The Warrior’s Apprentice was, by all metrics, fun, but I didn’t think it was especially substantive. Miles blunders his way into and out of a problem, succeeding more on luck and determination than any particular flash of brilliance on his part. (There is nothing wrong with luck and determination, of course. These are valuable qualities to possess!) I enjoyed the book, but it’s not going to keep me up at night.

The Mountains of Mourning, on other hand, brought me to tears.

In what seems to be a trend now, Miles brings trouble upon himself by following a whim to be a nuisance and poke his head into someone else’s business. His father appoints him Voice to go and solve and try a case of infanticide in a very backwater village on Vorkosigan lands. This is more than just one murder case, though: Miles and his father agree this is how they will send a message that things are changing. The law isn’t going to look away if someone kills a baby because it has deformities.
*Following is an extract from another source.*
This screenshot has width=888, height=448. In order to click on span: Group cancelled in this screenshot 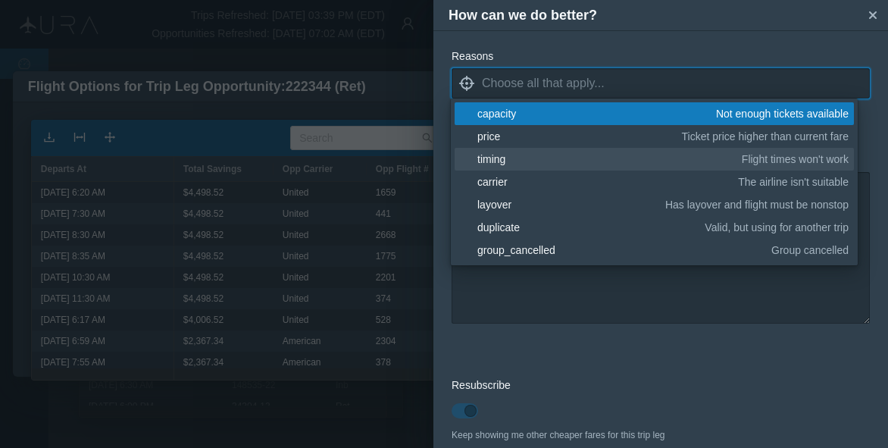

And who better to deliver that message than the young heir to Count Vorkosigan, the “mutie lordling” as the villagers call him—to his face—his limbs stunted and his bones brittle?

David Brin once wrote something in an afterword that has stuck with me, despite all the other reservations I have about Brin. He commented that it’s curious we place so much stock in fantasy set in a pseudo-medieval, feudalistic society. Feudalism, he points out, is a raw deal. There is nothing noble or great about the majority of the population slaving away so a couple of people can ride around on horses killing each other for sport and profit. Yet we romanticize it and perpetuate this idea that real “high fantasy” involves castles and kings and queens and knights, as if these things are any more heroic than a fair and democratic election.

With her Vorkosigan saga, Lois McMaster Bujold has set up a similar paradoxical dynamic. Though it takes place in the future, the series recreates many elements of a feudal society on Barrayar, as a result of that particular world’s Time of Isolation, when wormhole travel wouldn’t work and they were cut off from the rest of human civilization. Having rejoined the rest of the galaxy, Barrayar finds itself mocked as somewhat barbarous for its customs. Miles, the son of the unlikely union of a Barrayaran count and a Betan starship captain, is literally the juxtaposition of two vastly different worldviews. As I mentioned in my review for The Warrior’s Apprentice, it’s very interesting to see him embody both conservative and liberal elements from these respective cultures, sometimes in ways he doesn’t consciously realize.

The Mountains of Mourning is a masterclass portrayal of these very tensions and the way change happens slowly (but inexorably). Miles is both an agitator and a progressive: he wants change, and he wants it now. Yet he’s also confounded by some preconceptions—he isn’t advocating, at least not right now, for the abolition of the Barrayaran nobility and class system, even if he recognizes it is absolute nonsense. Along a similar line, he takes his duties as Lord Vorkosigan quite seriously. He feels a responsibility to the people of this village.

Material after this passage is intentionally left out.